Blow for hydrogen growth: cost of electrolyzers soars

Hydrogen, regarded as one of the critical energies for decarbonizing heavy road transport and the steel industry, faces a new hurdle. The cost of its quintessential production tool, the electrolyzer, is rising steeply instead of reaching affordability. That’s not according to plan.

A recent report by Bloomberg New Energy Finance (BNEF), the 2024 Electrolyser Price Survey, highlights how rising costs for materials, utilities, and labor in Europe or the United States have become a significant challenge for the hydrogen industry. The cost of installing electrolyzers has risen by more than half. This could hamper the rollout of a hydrogen refilling network.

Higher barrage

Hydrogen as an energy carrier can only become a viable solution for road transport when produced green, using renewables to drive an electrolyzer that splits water into H2 and oxygen. If the abundance of green electricity already poses an obstacle for the go-to-market, the new cost analysis of its primary production tool is heightening the barrage even further.

The 2024 survey from Bloomberg researched 50 companies across continents. It points to inflation as the main culprit but has also widened its scope to include previously overlooked costs, such as those for transformers essential for grid connection in larger installations – the downscaled projects featured in previous editions often benefit from more sophisticated development. This explains why prices of Chinese electrolyzers are rising likewise, despite less exposure to inflated material costs.

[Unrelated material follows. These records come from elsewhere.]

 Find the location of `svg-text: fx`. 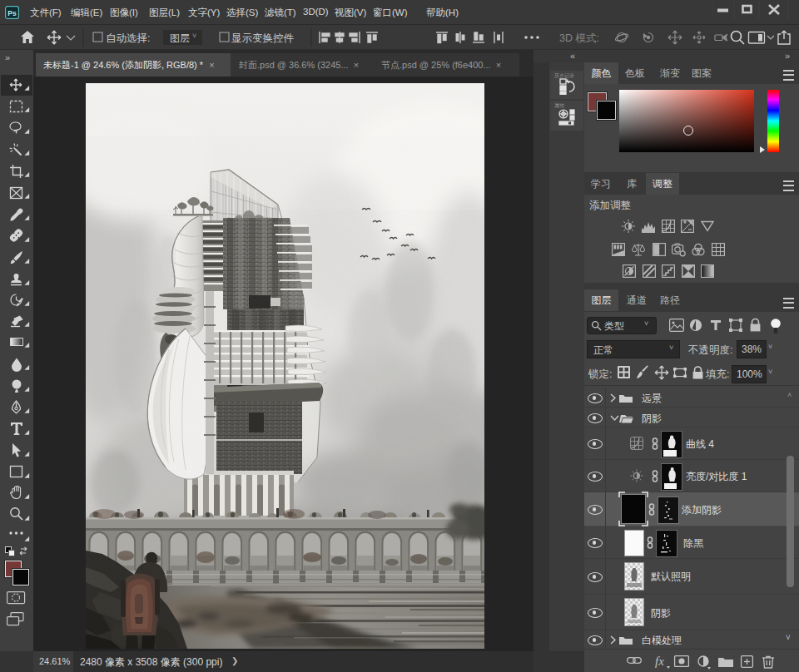

svg-text: fx is located at coordinates (659, 661).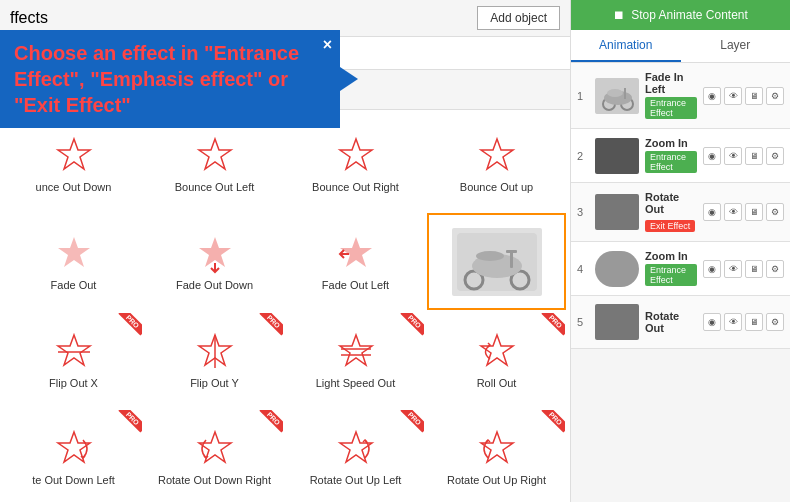 Image resolution: width=790 pixels, height=502 pixels. Describe the element at coordinates (775, 212) in the screenshot. I see `layer-ctrl-3d: ⚙` at that location.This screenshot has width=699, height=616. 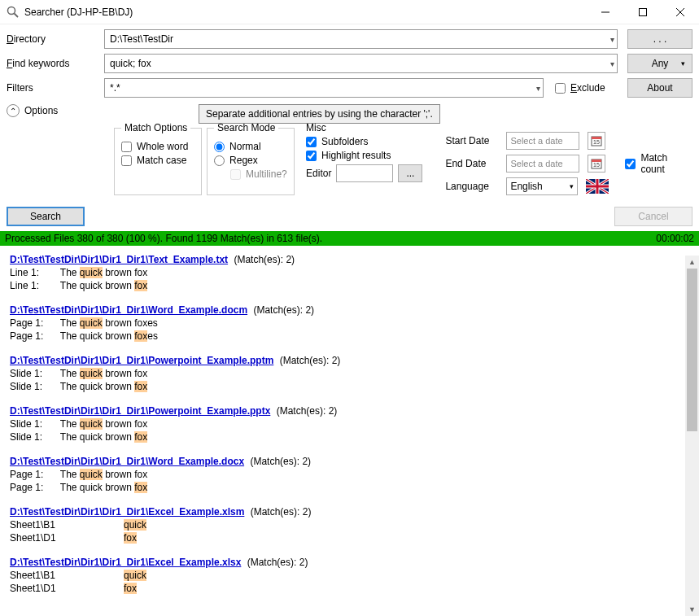 I want to click on titlebar: Searcher (DJ-HP-EB\DJ), so click(x=350, y=12).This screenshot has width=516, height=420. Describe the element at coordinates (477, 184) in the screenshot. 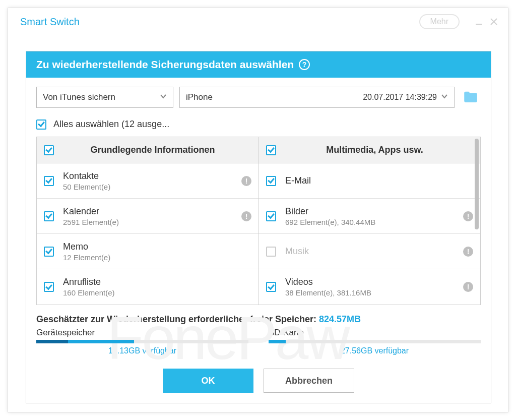

I see `scrollbar` at that location.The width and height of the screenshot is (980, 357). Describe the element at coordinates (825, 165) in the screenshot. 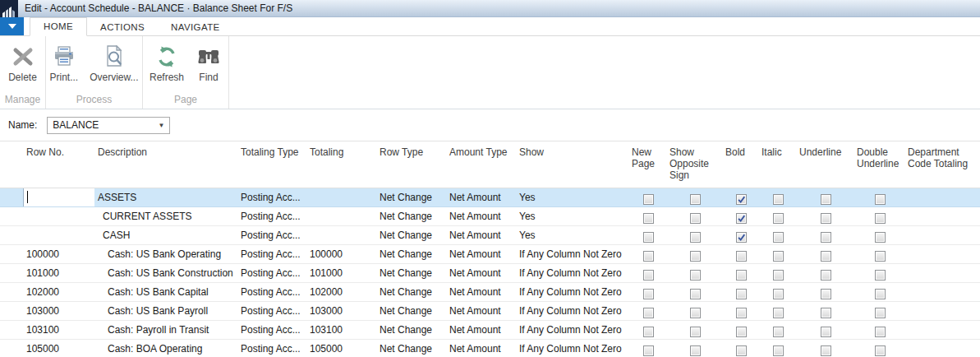

I see `column-header-underline: Underline` at that location.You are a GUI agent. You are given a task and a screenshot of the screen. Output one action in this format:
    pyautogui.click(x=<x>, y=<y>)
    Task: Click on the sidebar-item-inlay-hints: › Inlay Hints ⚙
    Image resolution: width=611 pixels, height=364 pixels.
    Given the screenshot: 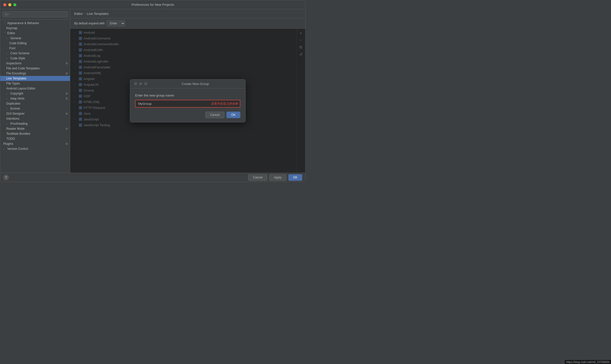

Europe is four times costlier

Meanwhile, the geographical differences in inflation reveal a stark price disparity: the average cost for a Chinese-made electrolyzer is around $600 per kilowatt, in contrast to the $2,500 per kilowatt for devices produced in the US or Europe. This gap, which shows Western electrolyzers are four times costlier than their Chinese counterparts, has not narrowed since BNEF’s last report.

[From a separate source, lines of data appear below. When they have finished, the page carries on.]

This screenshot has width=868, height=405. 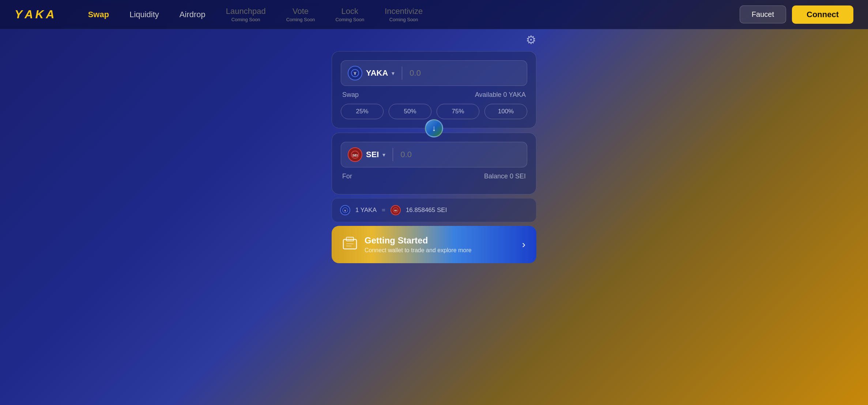 What do you see at coordinates (366, 155) in the screenshot?
I see `to-token-selector: SEI SEI ▾` at bounding box center [366, 155]. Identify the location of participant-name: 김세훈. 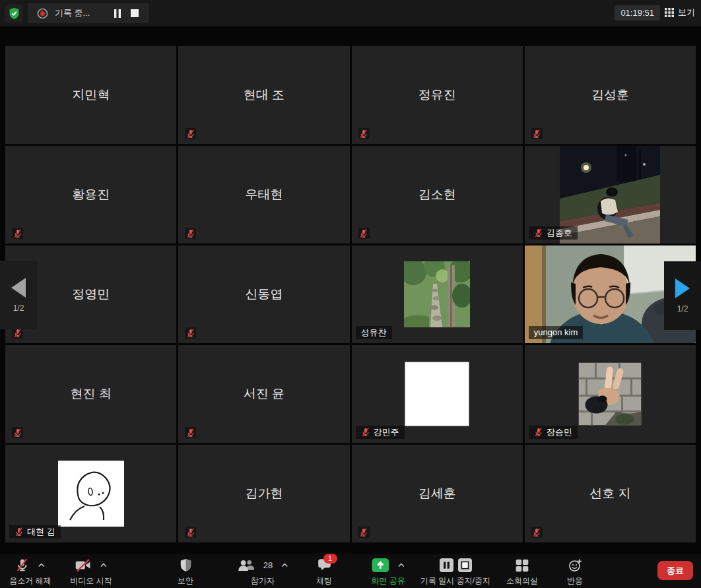
(437, 494).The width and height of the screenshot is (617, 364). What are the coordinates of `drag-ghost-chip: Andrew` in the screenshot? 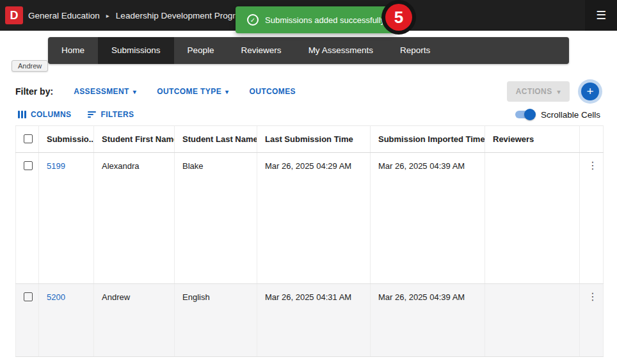 It's located at (29, 66).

BNEF had optimistically forecasted a gradual cost decline over three years from 2022. However, with inflation rates stabilizing around 3% in the US and Europe, the capital costs for installing electrolysis systems have surged by a median of 57% rather than the anticipated decrease.

Without electrolyzers?

The EU is betting high on an investment plan for the manufacture of 40 GW of electrolyzers annually – to move away from Chinese dependence. The necessity of that support was summarised in a quote from the CEO of Scandinavian electrolyzer manufacturer NEL, Håkon Volldal.

Talking to Hydrogen Week, he said: “We [in Europe] could make a lot cheaper electrolyzers if we used child labor if we didn’t have pension plans if we had horrible working conditions… [and] cheap state financing.” However, the European target of 40 GW seems unlikely to be met.

Green hydrogen can also be produced without electrolyzers. Five years ago, a research team from the University of Leuven developed a solar panel that can turn moisture instead of drinking or seawater into hydrogen. However, the project transgressed into a company spin-off called Solhyd, but large-scale commercial production isn’t around the corner yet.